MIC CAVAZZINI: Right. So, TRACE-3 the trial that we’ll finally get on to discussing, was conducted in 58 institutions across China under the guidance of under of Professor Yongjun Wang from Beijing’s Tiantan Hospital. Was the choice of China rather than Australia or the USA, simply about being able to recruit enough patients who wouldn't have access to mechanical thrombectomy?
BRUCE CAMPBELL: Yeah. I mean, the trial was initiated by that Beijing group, and they selected the TRACE-3 centres as sites that did not have 24/7 access to thrombectomy. And, you know, there's a wide range of hospital capabilities in China. They have some very advanced hospitals which do have 24/7 thrombectomy, but this was a trial network specifically to address this question, which is relevant to a lot of the developing world, and even in our country, you know, a lot of places don't have immediate access to thrombectomy.
MARK PARSONS: We do telestroke in most states of Australia. And, for example, I was on call last night in New South Wales, and we had a patient from four hours away up the New South Wales coast. So, there's often very long delays between lysis and thrombectomy, which is where we really think thrombolysis still has a role, even if patients are getting to thrombectomy.
Actually, if you look at the United Kingdom, access to thrombectomy, there is very limited. There's still no 24 hour, 24/7 center in Scotland, Bruce, correct me if I'm wrong, and only a couple in in England. And if you look at countries like Brazil there's only one as far as I know. So, many densely populated countries have minimal to no access to thrombectomy. So, IV thrombolysis will remain the predominant treatment for LVO stroke, I think, for well, possibly forever, but certainly for the next couple of decades.
DUNCAN AUSTIN: So, in the TRACE-3 trial that we're talking about today we recruited over 500 patients, all with large vascular stroke affecting either the internal carotid or middle cerebral artery.
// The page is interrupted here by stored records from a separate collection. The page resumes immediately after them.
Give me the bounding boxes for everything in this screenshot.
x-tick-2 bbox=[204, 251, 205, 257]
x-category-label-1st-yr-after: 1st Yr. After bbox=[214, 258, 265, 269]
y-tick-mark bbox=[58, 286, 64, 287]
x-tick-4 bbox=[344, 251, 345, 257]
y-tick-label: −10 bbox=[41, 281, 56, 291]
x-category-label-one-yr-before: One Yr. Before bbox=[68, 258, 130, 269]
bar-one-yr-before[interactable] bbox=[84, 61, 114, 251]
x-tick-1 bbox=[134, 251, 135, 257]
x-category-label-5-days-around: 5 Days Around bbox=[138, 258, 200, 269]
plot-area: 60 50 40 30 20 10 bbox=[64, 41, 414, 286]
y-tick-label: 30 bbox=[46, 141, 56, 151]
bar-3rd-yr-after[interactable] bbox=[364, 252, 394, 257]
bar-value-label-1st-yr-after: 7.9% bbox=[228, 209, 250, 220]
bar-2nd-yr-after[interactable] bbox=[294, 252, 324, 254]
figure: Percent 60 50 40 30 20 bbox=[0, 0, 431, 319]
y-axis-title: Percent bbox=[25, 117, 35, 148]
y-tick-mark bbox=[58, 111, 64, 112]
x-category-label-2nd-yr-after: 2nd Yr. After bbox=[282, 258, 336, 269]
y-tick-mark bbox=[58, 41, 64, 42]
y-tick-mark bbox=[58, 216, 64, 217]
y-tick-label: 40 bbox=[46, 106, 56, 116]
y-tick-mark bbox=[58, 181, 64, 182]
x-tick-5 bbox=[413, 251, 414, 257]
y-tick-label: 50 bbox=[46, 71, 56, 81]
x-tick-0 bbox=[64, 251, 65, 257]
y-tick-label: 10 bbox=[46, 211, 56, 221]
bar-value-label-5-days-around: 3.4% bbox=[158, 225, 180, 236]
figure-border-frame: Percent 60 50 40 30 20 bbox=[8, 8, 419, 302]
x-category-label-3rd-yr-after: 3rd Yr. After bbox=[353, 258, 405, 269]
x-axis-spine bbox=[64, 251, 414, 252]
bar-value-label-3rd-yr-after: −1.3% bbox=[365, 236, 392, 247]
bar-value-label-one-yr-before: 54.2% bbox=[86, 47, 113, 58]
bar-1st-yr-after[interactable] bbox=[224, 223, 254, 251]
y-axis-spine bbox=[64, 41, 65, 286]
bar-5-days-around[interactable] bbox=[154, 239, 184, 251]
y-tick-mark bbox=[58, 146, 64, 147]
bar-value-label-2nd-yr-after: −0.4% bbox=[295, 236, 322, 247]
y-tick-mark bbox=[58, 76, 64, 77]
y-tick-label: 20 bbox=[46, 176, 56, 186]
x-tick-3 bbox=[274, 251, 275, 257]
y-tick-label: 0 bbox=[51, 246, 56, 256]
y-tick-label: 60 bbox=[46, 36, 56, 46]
We know that strokes can affect other territories as well. Why was that considered important?
BRUCE CAMPBELL: Well, I guess the posterior circulation, where you got vertebral basilar artery ischaemia, is clinically quite heterogeneous and different to the answer to anterior circulation. So we've generally divided those two up. And there is evidence now for thrombectomy, up to 24 hours for basilar arteries, as well. But in general, we've had an anterior circulation focus in the late window with thrombolysis, it's where we have a bit more data for our perfusion imaging as well. So, there's less validation of perfusion and working out what's penumbral in the posterior circulation.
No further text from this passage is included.